Really, really good update.

Here's what I don't understand though:
August II and August III, his brother-in-law, are both Jagiellonians, right? Only August III is under teachings of Antanas, who developed Republikanin Christianity, which states that... nobles have right to elect their own king?! As I get it, by this bit of dramatization you were trying to tell that Poland in-game faced revolts, after which it changed to Noble Republic from whatever government it previously enjoyed? And that event to welcome reformist scholar happened at some time during this revolt? Am I right? I'd better be right, I can't imagine this happenin' any other way 'round...

Oh, and Sweden getting whole Finland from Russia looks so great, it's a shame in my games Finland always stays divided.

Keep up the good work!
 
Just a little slice of Poland would go down quite nicely, I think; though perhaps you'll find yourself wanting another one just as soon as you're done digesting the first!
 
Really, really good update.

Here's what I don't understand though:
August II and August III, his brother-in-law, are both Jagiellonians, right? Only August III is under teachings of Antanas, who developed Republikanin Christianity, which states that... nobles have right to elect their own king?! As I get it, by this bit of dramatization you were trying to tell that Poland in-game faced revolts, after which it changed to Noble Republic from whatever government it previously enjoyed? And that event to welcome reformist scholar happened at some time during this revolt? Am I right? I'd better be right, I can't imagine this happenin' any other way 'round...
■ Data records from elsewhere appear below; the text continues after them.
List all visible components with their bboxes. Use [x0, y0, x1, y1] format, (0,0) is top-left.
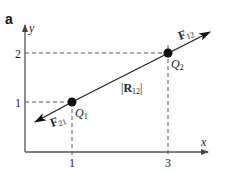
f21-label: F21	[48, 111, 68, 130]
charge-q2-label: Q2	[171, 57, 184, 72]
panel-label: a	[5, 11, 13, 27]
x-tick-1: 1	[69, 156, 75, 170]
coulomb-diagram: a y x 2 1 1 3 Q1 Q2 F12 F21 |R12|	[0, 0, 227, 173]
r12-label: |R12|	[121, 81, 142, 96]
y-axis-label: y	[28, 21, 35, 35]
x-axis-label: x	[200, 135, 207, 149]
y-tick-2: 2	[15, 47, 21, 61]
charge-q1-label: Q1	[75, 106, 88, 121]
y-tick-1: 1	[15, 96, 21, 110]
x-tick-3: 3	[165, 156, 171, 170]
Oh, and Sweden getting whole Finland from Russia looks so great, it's a shame in my games Finland always stays divided.

Keep up the good work!

Yes, you're right, Poland converted by decision around the same time as negotiating with rebels (or something...is there an event that changes Poland to a Noble Kingdom? Because Poland did become a noble kingdom at roughly this point)
 
Force of Arms: Prussia's Army under Frederich and Ferdinand

The reigns of Frederich and Ferdinand led to the rise of one of the most ubiquitous of Prussian institutions: the Prussian Army. Since the 19th century, when the Catholic Center Party used the term 'Prussian' as an attack on their conservative rivals (by the way, if any of you are interested in German history or even in democratization, there's a fantastic book called "Practicing Democracy", about the Reichstag in the Kaiser Reich. Not only is it fantastically done history, it's also a good political science text: I based a good part of a term paper on the theories that Anderson brings forward, and her works may end up being the foundations of my senior project. ANYWAY), the term 'Prussian' has had a certain connotation in Western culture, connotations similar to the term 'Spartan': hierarchical, uncultured, and above all, militaristic, the popular conception of the Prussian army was that it was deeply integrated into all parts of Prussian society.
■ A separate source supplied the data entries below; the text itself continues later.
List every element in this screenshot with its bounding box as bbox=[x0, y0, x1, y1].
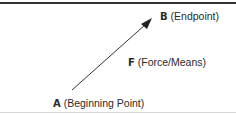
beginning-letter: A bbox=[53, 98, 61, 109]
endpoint-text: (Endpoint) bbox=[171, 10, 219, 22]
force-letter: F bbox=[128, 57, 135, 68]
endpoint-letter: B bbox=[160, 11, 168, 22]
beginning-text: (Beginning Point) bbox=[64, 97, 145, 109]
endpoint-label: B (Endpoint) bbox=[160, 10, 219, 23]
beginning-label: A (Beginning Point) bbox=[53, 97, 144, 110]
bottom-rule bbox=[0, 112, 236, 113]
force-label: F (Force/Means) bbox=[128, 56, 206, 69]
force-text: (Force/Means) bbox=[138, 56, 206, 68]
While this is not entirely true, Ferdinand's reforms of the Army (which stretched through his reign and his brothers) turned the Prussian Army into one of the most disciplined, well-supplied, and intimidating armed force in Europe at the time. This can be drawn back to Frederich's intervention into the Polish Wars of Religion.
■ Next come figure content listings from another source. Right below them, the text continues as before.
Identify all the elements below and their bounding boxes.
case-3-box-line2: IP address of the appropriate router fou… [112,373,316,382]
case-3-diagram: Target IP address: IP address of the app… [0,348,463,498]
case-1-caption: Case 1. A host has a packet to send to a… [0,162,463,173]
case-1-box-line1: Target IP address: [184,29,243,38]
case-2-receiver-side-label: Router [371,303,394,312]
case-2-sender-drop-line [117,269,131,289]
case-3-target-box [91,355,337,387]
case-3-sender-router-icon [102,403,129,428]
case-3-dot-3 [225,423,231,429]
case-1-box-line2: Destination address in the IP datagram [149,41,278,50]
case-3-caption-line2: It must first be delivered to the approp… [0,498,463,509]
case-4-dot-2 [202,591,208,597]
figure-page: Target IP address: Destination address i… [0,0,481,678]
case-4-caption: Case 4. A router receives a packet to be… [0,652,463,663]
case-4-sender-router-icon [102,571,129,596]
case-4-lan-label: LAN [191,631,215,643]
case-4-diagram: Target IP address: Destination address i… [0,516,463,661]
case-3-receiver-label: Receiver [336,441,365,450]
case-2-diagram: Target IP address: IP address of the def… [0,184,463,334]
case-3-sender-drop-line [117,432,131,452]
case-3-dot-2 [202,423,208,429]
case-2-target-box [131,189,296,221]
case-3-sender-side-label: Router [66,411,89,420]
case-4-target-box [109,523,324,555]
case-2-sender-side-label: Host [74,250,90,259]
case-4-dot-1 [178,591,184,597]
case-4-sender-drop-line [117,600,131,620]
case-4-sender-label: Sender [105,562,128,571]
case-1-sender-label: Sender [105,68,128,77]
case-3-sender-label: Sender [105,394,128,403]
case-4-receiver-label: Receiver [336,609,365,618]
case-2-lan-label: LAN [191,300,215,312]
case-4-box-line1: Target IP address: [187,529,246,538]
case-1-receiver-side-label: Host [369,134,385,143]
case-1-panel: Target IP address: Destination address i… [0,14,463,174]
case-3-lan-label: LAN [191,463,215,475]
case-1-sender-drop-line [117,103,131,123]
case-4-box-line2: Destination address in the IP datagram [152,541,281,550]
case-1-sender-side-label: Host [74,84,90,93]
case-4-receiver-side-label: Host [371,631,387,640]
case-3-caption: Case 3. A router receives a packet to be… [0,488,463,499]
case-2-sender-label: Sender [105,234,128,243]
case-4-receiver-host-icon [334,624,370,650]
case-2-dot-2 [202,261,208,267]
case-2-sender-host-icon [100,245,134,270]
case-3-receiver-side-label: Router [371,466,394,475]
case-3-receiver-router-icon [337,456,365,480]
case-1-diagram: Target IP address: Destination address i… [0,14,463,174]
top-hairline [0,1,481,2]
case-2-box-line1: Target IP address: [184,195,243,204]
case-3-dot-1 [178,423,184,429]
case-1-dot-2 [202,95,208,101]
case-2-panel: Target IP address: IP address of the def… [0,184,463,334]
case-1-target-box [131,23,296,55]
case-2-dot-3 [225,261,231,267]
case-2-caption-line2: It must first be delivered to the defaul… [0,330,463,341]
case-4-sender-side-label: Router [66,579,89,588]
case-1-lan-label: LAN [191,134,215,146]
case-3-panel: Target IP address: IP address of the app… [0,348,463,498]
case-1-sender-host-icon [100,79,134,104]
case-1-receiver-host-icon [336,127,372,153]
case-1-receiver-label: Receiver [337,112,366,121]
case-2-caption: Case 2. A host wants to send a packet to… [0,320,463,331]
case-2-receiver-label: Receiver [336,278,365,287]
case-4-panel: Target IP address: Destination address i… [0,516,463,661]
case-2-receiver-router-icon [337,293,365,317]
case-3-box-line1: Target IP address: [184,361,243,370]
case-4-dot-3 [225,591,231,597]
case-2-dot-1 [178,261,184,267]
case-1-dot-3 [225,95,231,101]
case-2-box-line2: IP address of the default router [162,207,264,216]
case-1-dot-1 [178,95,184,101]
While the popular conception of the Prussian army is that it was a constant in Prussian life, existing before in the form of the Brandenburgian army and perhaps before time. There are indications of this--the Brandenburgers adopted gunpowder weapons at a very early point, using arquebuses to compliment their pikemen formations during the 4 Years War. However, not only was the Prussian army a completely different sociological force before 1570, it adopted radically modern tactics during the Polish war of religion and during the Danish wars of aggression.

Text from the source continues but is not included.